The other night I rushed my baby girl to bed. I rocked her in the rocking chair a little more swiftly than normal. I hoped she would go for nursing on only one side, rather than both. I sang, I hushed, I did everything I could do to get her to relax and go to sleep.
So, it came as little surprise that when I laid her down she looked back up at me, chin quivering, tears dropping, and began to cry.
Oh baby girl; I picked her before completely undoing all the “work” I had done.
My first reaction was to be frustrated. After all I had family in town with whom I desperately wanted to visit. And I was tired. That tired that sinks in after a difficult pregnancy and the following months of very, very little sleep.
“But you should be sleeping now, my darling. You’re almost a year old. We shouldn’t be fighting this, and waking up so much.”

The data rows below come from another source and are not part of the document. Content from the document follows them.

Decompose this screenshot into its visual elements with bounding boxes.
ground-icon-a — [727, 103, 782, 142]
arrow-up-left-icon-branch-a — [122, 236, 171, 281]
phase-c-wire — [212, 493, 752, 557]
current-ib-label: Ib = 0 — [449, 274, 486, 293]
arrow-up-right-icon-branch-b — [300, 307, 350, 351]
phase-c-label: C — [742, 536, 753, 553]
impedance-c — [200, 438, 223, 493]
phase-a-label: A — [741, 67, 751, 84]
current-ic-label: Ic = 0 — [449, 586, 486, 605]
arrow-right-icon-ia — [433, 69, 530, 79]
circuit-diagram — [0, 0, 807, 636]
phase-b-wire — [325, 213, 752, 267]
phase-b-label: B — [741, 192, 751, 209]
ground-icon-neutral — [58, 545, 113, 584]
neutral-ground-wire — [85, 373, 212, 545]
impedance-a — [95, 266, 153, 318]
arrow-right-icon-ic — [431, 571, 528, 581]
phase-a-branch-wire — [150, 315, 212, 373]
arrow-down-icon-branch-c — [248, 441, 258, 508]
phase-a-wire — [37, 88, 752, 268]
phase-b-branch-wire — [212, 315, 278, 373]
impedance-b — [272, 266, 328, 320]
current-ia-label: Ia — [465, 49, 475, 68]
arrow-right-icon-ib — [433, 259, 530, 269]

She looked up at me, again those big blue eyes begging me, wordless, “Mommy hold me.”
We returned to the rocker, gliding back and forth.

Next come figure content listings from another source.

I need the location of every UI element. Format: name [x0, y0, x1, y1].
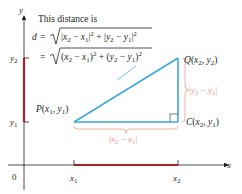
horizontal-brace [74, 126, 178, 133]
formula-line-1: d = |x2 − x1|2 + |y2 − y1|2 [32, 28, 152, 44]
vertical-brace [182, 58, 189, 122]
x2-tick-label: x2 [172, 173, 181, 185]
svg-text:|x2 − x1|2 + |y2 − y1|2: |x2 − x1|2 + |y2 − y1|2 [61, 30, 137, 44]
right-triangle [74, 58, 178, 122]
y-axis-label: y [18, 5, 23, 15]
distance-formula-diagram: x y 0 x1 x2 y2 y1 This distance is d = |… [0, 0, 242, 194]
point-p-label: P(x1, y1) [35, 104, 68, 116]
formula-line-2: = (x2 − x1)2 + (y2 − y1)2 [40, 48, 152, 64]
x1-tick-label: x1 [69, 173, 78, 185]
right-angle-marker [170, 114, 178, 122]
formula-pointer-line [117, 66, 136, 80]
point-q-label: Q(x2, y2) [184, 55, 217, 67]
caption-text: This distance is [38, 14, 97, 24]
svg-text:=: = [40, 32, 45, 42]
horizontal-distance-label: |x2 − x1| [109, 134, 137, 146]
point-c-label: C(x2, y1) [186, 117, 219, 129]
x-axis-label: x [226, 160, 231, 170]
y1-tick-label: y1 [9, 117, 18, 129]
vertical-distance-label: |y2 − y1| [189, 85, 217, 97]
hypotenuse [74, 58, 178, 122]
origin-label: 0 [12, 172, 17, 182]
svg-text:(x2 − x1)2 + (y2 − y1)2: (x2 − x1)2 + (y2 − y1)2 [61, 50, 142, 64]
svg-text:=: = [40, 52, 45, 62]
y2-tick-label: y2 [9, 53, 18, 65]
svg-text:d: d [32, 32, 37, 42]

“Rain drops and roses and whiskers on kittens…”
Her eyes closed, lulled. I sang another verse. I exhaled. My mind shifted to the nearly 5-year-old boy in the next room. It went by so fast. So so fast.
“These moments are almost over,” I whispered to myself.
Give pause. Though I cannot hold to this second, maybe, just maybe, these sweet fleeting tender moments will sit on my heart and stay just a bit longer.